Clojure conditional feature reader

I’ve been experimenting with tagged literals and data-readers to create what I’m calling a “conditional feature reader”. The basic element is the condf tag, which works sort of like cond but the tests are “feature requirements”. A feature requirement can be something like clj1.5 (meaning Clojure 1.5) or java1.6+ (meaning JDK 1.6 or greater). For example:

(println #feature/condf [(and jdk1.6+ clj1.5.*) "Ready for reducers" else "No reducers for you."])
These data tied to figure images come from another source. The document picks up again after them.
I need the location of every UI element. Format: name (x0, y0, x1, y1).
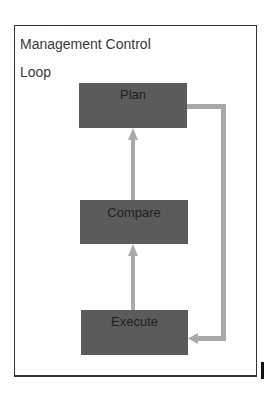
arrow-plan-to-execute (187, 104, 226, 344)
node-execute-label: Execute (81, 310, 188, 329)
text-cursor-mark (261, 362, 264, 379)
arrow-execute-to-compare (128, 244, 138, 310)
node-plan: Plan (79, 83, 187, 128)
node-compare-label: Compare (80, 200, 188, 220)
node-compare: Compare (80, 200, 188, 244)
node-plan-label: Plan (79, 83, 187, 102)
arrow-compare-to-plan (128, 128, 138, 200)
node-execute: Execute (81, 310, 188, 355)
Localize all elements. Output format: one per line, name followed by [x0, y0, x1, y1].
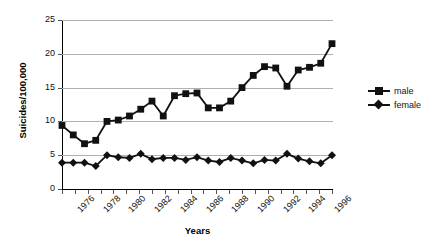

I’ve only implemented it for regular Clojure 1.4 and 1.5 (on the JVM), but I’m hoping it might prove useful for other variants such as ClojureScript.

For more details, see:

https://github.com/miner/wilkins

Moving away from Noir

Anthony Grimes (Raynes) reports on the deprecation of Noir for Clojure web apps:

http://blog.raynes.me/blog/2012/12/13/moving-away-from-noir/

Chris and I discussed this last night, and we decided that it???s time to deprecate Noir and ask that people focus on Compojure instead. The good news is that you don???t have to give much of anything up if you move to Compojure! A while back when I started moving my own sites to Compojure, I took most of the useful libraries that were embedded in Noir and I split them out into a new library that you can use from Compojure! lib-noir is the legacy of Noir. The best thing that came out of it. It has all the useful stateful sessions, flashes, cookies, as well as the other useful libraries. In fact, the latest release of Noir depends on this library so if you???re using it, you???re already secretly using lib-noir!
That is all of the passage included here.